If the warped economy of big-time college sports was always there, what changed? I asked Jeffrey Kessler, who argued on behalf of athletes in front of the Court.

“I think it’s a growing public awareness, it’s communication and information,” Kessler said. He cited the phenomenon of college football “strength coaches” making more money than university presidents. 

“That didn’t exist 30 years ago,” Kessler said. “It’s become so extreme, so obvious, that now everyone can see that not only does the emperor have no clothes—but it’s time he covered up.”

To salvage its golden goose, the NCAA will cling to the decision’s limited reach, and tout its recent openness to allowing athletes to capitalize on their name, image and likeness. But this feels like an era’s end, hubris rebuked. There’s no political refuge here—as the Journal’s Louise Radnofsky wrote, if there’s one area that Democrat and Republicans agree upon, it’s irritation at the NCAA. The legal system is unlikely to be a harbor, either. 
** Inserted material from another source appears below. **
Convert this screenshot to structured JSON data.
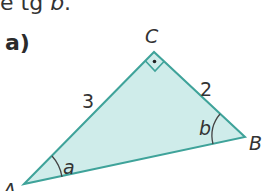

“This is a 9-0 decision by the Supreme Court making one thing very clear: the NCAA is subject to the same antitrust rules as every other business,” Kessler said. Justice Kavanaugh leaned into the NCAA nightmare of athletes using collective bargaining to negotiate “a fairer share of the revenues that they generate for their colleges, akin to how professional football and basketball players have negotiated for a share of league revenues.”

How about that? A duck rode by on a bicycle, and everyone saw it.